But we’re here to look at this fine example of fake creekery.  Unlike last week’s Fake Creek, today’s celebrates water and play – a children’s water feature safely shielding kids from the natural hazards and joys of real creeks.  The water?  Municipally treated and imported.  Dirt? None.  Scary wildlife?  Conveniently frozen in metal.  They’re so much more pettable that way.  Never fear, moms – your children won’t challenge themselves, won’t discover wildness and its attendant lessons (let’s start with adaptation vs. control), and perhaps most important of all, won’t track mud in.

It’s actually a very pleasant and clever little toddler pool – but knowing a real stream died only to be memorialized by this concrete simulacra tarnishes the shine on our magic canyon’s aura.

Do you know where this is?

Duck Die-Off on Ballona Creek

August 7th, 2011 § Leave a Comment

Creekfreaks, sad news of a duck die-off on lower Ballona Creek, same general vicinity as our last post on Ballona.  That’s all we know at this point.  Lisa Fimiani, Executive Director of Friends of Ballona Wetlands sent the word out to Ballona Creek Stakeholders – follow the jump for her email. « Read the rest of this entry »

A stench that’s hard to swallow – unless you’re a swallow

August 2nd, 2011 § 5 Comments

Runoff from a culvert into Ballona Creek. Photo: Rick Pine

Thanks to an email chain, I’ve been following this latest issue on Ballona Creek.  A culvert connecting to lower Ballona Creek has become a bubbling cauldron of trouble.  The culvert drains portions of West Los Angeles, as far north as Washington Boulevard, and joins Ballona Creek west of Centinela Avenue.  Observers on the bike path noted white liquids discharging to the creek, setting off an email chain to identify the fluid and the source.  It has taken a few months for an understanding of the source to emerge. « Read the rest of this entry »
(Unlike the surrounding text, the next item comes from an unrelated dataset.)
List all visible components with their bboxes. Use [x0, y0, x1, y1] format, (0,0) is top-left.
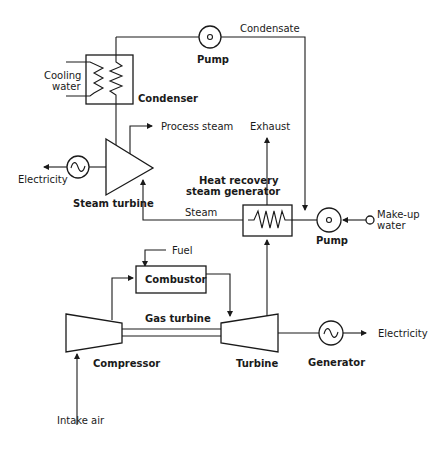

L.A. Urban Rangers River Ramble this Thursday at MOCA

August 2nd, 2011 § 1 Comment

Los Angeles Urban Rangers are not afraid of getting their feet wet this week!

L.A. Creek Freak has received this urgent communique from L.A.’s Urban Rangers regarding their Museum of Contemporary Art (MOCA) activity night – this Thursday August 4th 2011. It’s FREE and you just might learn something while having fun and thinking about some serious art.
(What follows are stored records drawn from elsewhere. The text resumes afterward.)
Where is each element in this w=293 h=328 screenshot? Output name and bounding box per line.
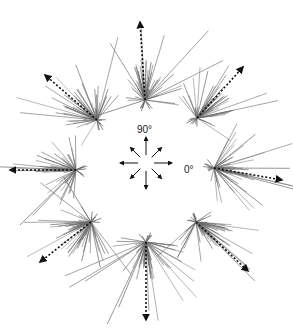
trajectory-line	[177, 222, 196, 258]
trajectory-line	[211, 168, 214, 181]
compass-arrow-135deg-icon	[130, 147, 140, 157]
burst-315deg	[158, 212, 259, 281]
trajectory-line	[196, 216, 211, 223]
compass-arrow-45deg-icon	[152, 147, 162, 157]
burst-135deg	[16, 37, 118, 145]
burst-90deg	[83, 22, 223, 120]
compass-arrow-225deg-icon	[130, 169, 140, 179]
trajectory-line	[41, 183, 92, 222]
trajectory-line	[146, 242, 195, 270]
burst-45deg	[179, 65, 278, 140]
label-0-degrees: 0°	[184, 164, 194, 175]
trajectory-line	[20, 170, 76, 225]
radial-trajectory-figure	[0, 0, 293, 328]
trajectory-line	[110, 43, 145, 100]
compass-arrow-315deg-icon	[152, 169, 162, 179]
trajectory-line	[61, 210, 91, 222]
trajectory-line	[196, 212, 211, 222]
label-90-degrees: 90°	[137, 124, 152, 135]
trajectory-line	[91, 222, 131, 274]
trajectory-line	[196, 222, 252, 254]
burst-0deg	[203, 124, 293, 211]
trajectory-line	[145, 35, 164, 100]
trajectory-line	[145, 100, 175, 104]
burst-225deg	[24, 177, 131, 275]
trajectory-line	[214, 168, 249, 210]
trajectory-line	[91, 222, 100, 268]
trajectory-line	[197, 118, 231, 141]
compass-rose	[120, 137, 172, 189]
trajectory-line	[197, 118, 215, 126]
trajectory-line	[179, 97, 197, 118]
burst-180deg	[0, 135, 87, 225]
trajectory-line	[145, 74, 174, 100]
trajectory-line	[76, 170, 82, 174]
trajectory-line	[75, 135, 76, 170]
We’re passing the Rangers’ message along to you verbatim:

HELLO!

After our successful inaugural Engagement Party expedition to the peaks of Bunker Hill, we will be off rambling along the river this Thursday. Biking is encouraged!

L.A. River Ramble
THURSDAY, AUGUST 4, 7–10pm
Trailhead located at The Geffen Contemporary at MOCA

Hone your river-scouting skills during this activity-filled hike to America’s most famous forgotten river. Participants will journey through the riparian corridor of art, industry, and infrastructure to explore the past and future of the L.A. River in Downtown and its place in the megalopolis’ watershed.
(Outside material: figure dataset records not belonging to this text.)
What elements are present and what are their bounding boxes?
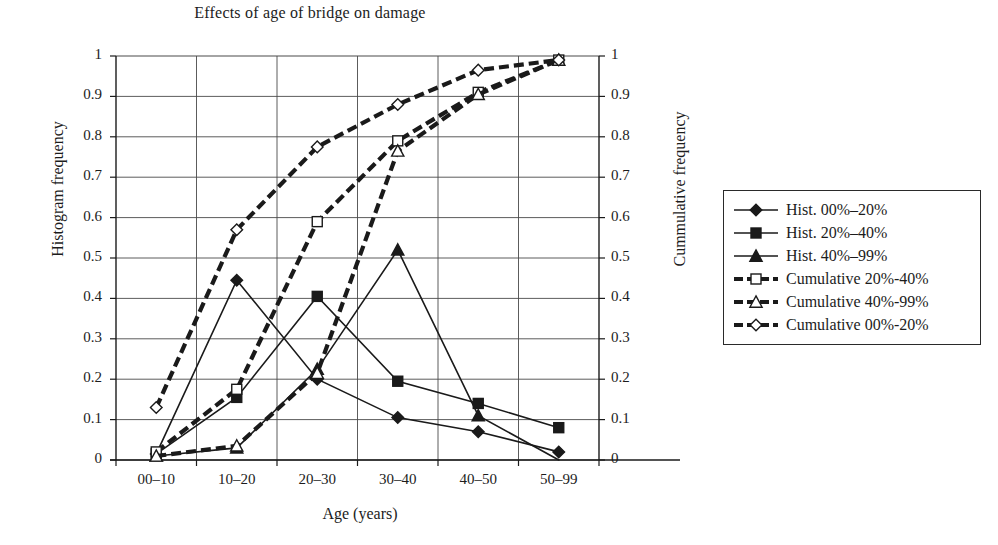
marker-filled-triangle: [392, 244, 404, 255]
marker-open-square: [312, 217, 322, 227]
legend-item[interactable]: Cumulative 20%-40%: [733, 267, 972, 290]
marker-filled-square: [554, 423, 564, 433]
gridlines: [116, 56, 599, 460]
legend-item-label: Hist. 00%–20%: [786, 202, 887, 218]
chart-figure: Effects of age of bridge on damage Histo…: [0, 0, 998, 545]
marker-filled-square: [751, 228, 761, 238]
marker-filled-diamond: [750, 204, 762, 216]
marker-open-square: [232, 384, 242, 394]
legend-item-label: Hist. 20%–40%: [786, 225, 887, 241]
legend-item[interactable]: Cumulative 40%-99%: [733, 290, 972, 313]
legend-item-label: Hist. 40%–99%: [786, 248, 887, 264]
axis-lines: [110, 56, 680, 466]
legend-item[interactable]: Hist. 20%–40%: [733, 221, 972, 244]
marker-filled-diamond: [472, 426, 484, 438]
marker-open-square: [751, 274, 761, 284]
legend-item-label: Cumulative 40%-99%: [786, 294, 929, 310]
legend-item[interactable]: Hist. 00%–20%: [733, 198, 972, 221]
marker-filled-square: [393, 376, 403, 386]
legend-item-label: Cumulative 20%-40%: [786, 271, 929, 287]
legend-item[interactable]: Cumulative 00%-20%: [733, 313, 972, 336]
legend-swatch-open-square: [733, 271, 779, 287]
legend-swatch-filled-diamond: [733, 202, 779, 218]
legend-swatch-filled-square: [733, 225, 779, 241]
legend-swatch-filled-triangle: [733, 248, 779, 264]
legend-swatch-open-diamond: [733, 317, 779, 333]
marker-filled-diamond: [553, 446, 565, 458]
legend-item-label: Cumulative 00%-20%: [786, 317, 929, 333]
marker-filled-triangle: [472, 409, 484, 420]
legend-item[interactable]: Hist. 40%–99%: [733, 244, 972, 267]
marker-open-diamond: [472, 64, 484, 76]
marker-filled-diamond: [392, 412, 404, 424]
marker-filled-square: [312, 291, 322, 301]
chart-legend: Hist. 00%–20%Hist. 20%–40%Hist. 40%–99%C…: [723, 190, 981, 345]
legend-swatch-open-triangle: [733, 294, 779, 310]
marker-open-diamond: [750, 319, 762, 331]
The event is FREE to the public and no reservations are required.

Wear sturdy shoes and carry water to avoid blisters and dehydration. Biking the L.A. River Ramble trail is strongly encouraged.

For further information, please visit moca.org/party or contact education [at] moca.org. We hope to see you!

In your service,
Los Angeles Urban Rangers
laurbanrangers.org

So… Don’t make your reservation right away. Gear up and pedal down to MOCA’s Little Tokyo trailhead this Thursday at 7pm. Arrive early to score extra brownie points.  The L.A. Urban Rangers include friend of the creek freaks Jenny Price and many more groovy and gregarious go-getters. Rumor has it that you might be able to ask your pressing river questions to L.A. Creek Freak’s very own Joe Linton, who’s been conscripted into urban rangerdom for the evening!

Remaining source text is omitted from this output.